Ancestry UK

Badging the Poor

The 1697 Act also required the "badging of the poor" — those in receipt of poor relief were required to wear, in red or blue cloth on their right shoulder, the letter "P" preceded by the initial letter of their parish. Badging was taken up by some parishes and not by others, and the procedure was eventually discontinued in an Act of 1810 (50 Geo. III c.10).

Pauper's badge for Ampthill parish

The operation of the Settlement Act, and its subsequent amendments, proved complex, confusing and contentious. Expensive legal battles often took place between a parish attempting to remove a pauper whom it claimed it had no duty to support, and the parish that it claimed did have responsibility. For example, early in 1837 a man called William Withers was travelling from Bristol to London when he became stricken with severe rheumatism and had to spend six weeks in the parish workhouse at Walcot in Bath. Eventually, Walcot decided to remove him to Clerkenwell and at 6pm he was put aboard the outside of a coach open to the wind and snow. After seven hours, at the halfway point at Newbury, he had to be lifted off the coach and revived with a little brandy and water. When he arrived in Clerkenwell, he had lost virtually all use of his hands and feet and was a bedridden invalid. A court then decided that, due to a technicality, his removal from Walcot had been illegal. However, to rectify matters, he would have to return there for removal proceedings to be reconducted. In the meantime, Clerkenwell could pass on the cost of Withers' upkeep to Walcot, and so treated him like a king, to the tune of five shillings a week. The ratepayers of Walcot had had to stump up £500 in legal costs plus the initial removal expenses and the cost of his keep until he was fit to return to Bath whereupon he could be removed again — legally — back to London.

Although various amendments continued to be made to the settlement and removal laws, notably an 1846 statute (9&10 Vic. c.66) which granted settlement after five years' residence, and the 1865 Union Chargeability Act (28&29 Vic. c.79) when all settlement powers were placed in the hands of the Poor Law Union and its Board of Guardians, the law was not finally abolished until 1948.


Task to complete:
What you give back must match the records below word for word.

Data records
[Start of section]

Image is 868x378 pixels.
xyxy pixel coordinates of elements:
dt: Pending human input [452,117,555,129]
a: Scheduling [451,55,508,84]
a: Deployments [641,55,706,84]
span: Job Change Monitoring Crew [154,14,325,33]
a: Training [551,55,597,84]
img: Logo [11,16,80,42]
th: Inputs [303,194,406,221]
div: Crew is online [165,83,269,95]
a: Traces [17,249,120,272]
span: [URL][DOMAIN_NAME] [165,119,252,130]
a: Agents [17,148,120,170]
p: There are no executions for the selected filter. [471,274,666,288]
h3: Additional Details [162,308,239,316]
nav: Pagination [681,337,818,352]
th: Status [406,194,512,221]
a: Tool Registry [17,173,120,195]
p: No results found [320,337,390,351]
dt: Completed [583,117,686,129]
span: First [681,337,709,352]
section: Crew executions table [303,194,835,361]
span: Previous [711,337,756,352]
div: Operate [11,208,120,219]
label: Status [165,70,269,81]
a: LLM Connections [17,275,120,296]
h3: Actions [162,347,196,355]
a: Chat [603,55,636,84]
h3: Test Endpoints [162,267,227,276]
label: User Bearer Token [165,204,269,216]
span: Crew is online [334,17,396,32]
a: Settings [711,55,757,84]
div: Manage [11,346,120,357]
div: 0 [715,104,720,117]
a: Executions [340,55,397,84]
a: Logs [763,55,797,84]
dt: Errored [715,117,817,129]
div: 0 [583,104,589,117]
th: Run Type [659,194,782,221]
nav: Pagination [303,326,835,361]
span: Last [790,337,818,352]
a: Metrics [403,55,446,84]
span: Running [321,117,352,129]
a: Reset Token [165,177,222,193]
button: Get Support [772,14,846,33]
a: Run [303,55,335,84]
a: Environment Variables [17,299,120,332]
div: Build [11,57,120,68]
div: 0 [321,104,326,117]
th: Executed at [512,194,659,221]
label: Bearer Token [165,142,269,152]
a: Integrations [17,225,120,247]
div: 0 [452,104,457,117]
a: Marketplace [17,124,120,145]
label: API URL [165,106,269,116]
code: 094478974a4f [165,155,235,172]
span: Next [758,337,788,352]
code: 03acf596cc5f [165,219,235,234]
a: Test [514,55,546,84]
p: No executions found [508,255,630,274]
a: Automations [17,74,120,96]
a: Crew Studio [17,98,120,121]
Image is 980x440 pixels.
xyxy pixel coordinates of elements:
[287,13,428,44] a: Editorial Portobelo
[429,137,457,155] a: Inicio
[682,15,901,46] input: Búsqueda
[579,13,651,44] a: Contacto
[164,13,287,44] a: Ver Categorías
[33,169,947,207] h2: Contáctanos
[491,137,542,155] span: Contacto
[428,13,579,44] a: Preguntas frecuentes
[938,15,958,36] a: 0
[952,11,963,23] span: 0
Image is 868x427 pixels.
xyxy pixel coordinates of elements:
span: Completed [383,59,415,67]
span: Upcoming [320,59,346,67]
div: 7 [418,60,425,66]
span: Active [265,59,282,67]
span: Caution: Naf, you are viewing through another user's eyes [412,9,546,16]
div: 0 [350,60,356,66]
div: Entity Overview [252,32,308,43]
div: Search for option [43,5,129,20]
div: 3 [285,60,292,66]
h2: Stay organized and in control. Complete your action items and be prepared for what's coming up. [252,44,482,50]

[End of section]

Task solution:
Image is 868x378 pixels.
xyxy pixel coordinates of elements:
dt: Pending human input [452,117,555,129]
a: Scheduling [451,55,508,84]
a: Deployments [641,55,706,84]
span: Job Change Monitoring Crew [154,14,325,33]
a: Training [551,55,597,84]
img: Logo [11,16,80,42]
th: Inputs [303,194,406,221]
div: Crew is online [165,83,269,95]
a: Traces [17,249,120,272]
span: [URL][DOMAIN_NAME] [165,119,252,130]
a: Agents [17,148,120,170]
p: There are no executions for the selected filter. [471,274,666,288]
h3: Additional Details [162,308,239,316]
nav: Pagination [681,337,818,352]
th: Status [406,194,512,221]
a: Tool Registry [17,173,120,195]
p: No results found [320,337,390,351]
dt: Completed [583,117,686,129]
span: First [681,337,709,352]
section: Crew executions table [303,194,835,361]
span: Previous [711,337,756,352]
div: Operate [11,208,120,219]
label: Status [165,70,269,81]
a: LLM Connections [17,275,120,296]
h3: Actions [162,347,196,355]
a: Chat [603,55,636,84]
h3: Test Endpoints [162,267,227,276]
label: User Bearer Token [165,204,269,216]
span: Crew is online [334,17,396,32]
a: Settings [711,55,757,84]
div: Manage [11,346,120,357]
div: 0 [715,104,720,117]
a: Executions [340,55,397,84]
a: Logs [763,55,797,84]
dt: Errored [715,117,817,129]
div: 0 [583,104,589,117]
th: Run Type [659,194,782,221]
nav: Pagination [303,326,835,361]
span: Last [790,337,818,352]
a: Metrics [403,55,446,84]
span: Running [321,117,352,129]
a: Reset Token [165,177,222,193]
button: Get Support [772,14,846,33]
a: Run [303,55,335,84]
a: Environment Variables [17,299,120,332]
div: Build [11,57,120,68]
div: 0 [321,104,326,117]
th: Executed at [512,194,659,221]
label: Bearer Token [165,142,269,152]
a: Integrations [17,225,120,247]
div: 0 [452,104,457,117]
a: Marketplace [17,124,120,145]
label: API URL [165,106,269,116]
code: 094478974a4f [165,155,235,172]
span: Next [758,337,788,352]
code: 03acf596cc5f [165,219,235,234]
a: Test [514,55,546,84]
p: No executions found [508,255,630,274]
a: Automations [17,74,120,96]
a: Crew Studio [17,98,120,121]
Image is 980x440 pixels.
xyxy pixel coordinates of elements:
[287,13,428,44] a: Editorial Portobelo
[429,137,457,155] a: Inicio
[682,15,901,46] input: Búsqueda
[579,13,651,44] a: Contacto
[164,13,287,44] a: Ver Categorías
[33,169,947,207] h2: Contáctanos
[491,137,542,155] span: Contacto
[428,13,579,44] a: Preguntas frecuentes
[938,15,958,36] a: 0
[952,11,963,23] span: 0
Image is 868x427 pixels.
xyxy pixel coordinates of elements:
span: Completed [383,59,415,67]
span: Upcoming [320,59,346,67]
div: 7 [418,60,425,66]
span: Active [265,59,282,67]
span: Caution: Naf, you are viewing through another user's eyes [412,9,546,16]
div: 0 [350,60,356,66]
div: Entity Overview [252,32,308,43]
div: Search for option [43,5,129,20]
div: 3 [285,60,292,66]
h2: Stay organized and in control. Complete your action items and be prepared for what's coming up. [252,44,482,50]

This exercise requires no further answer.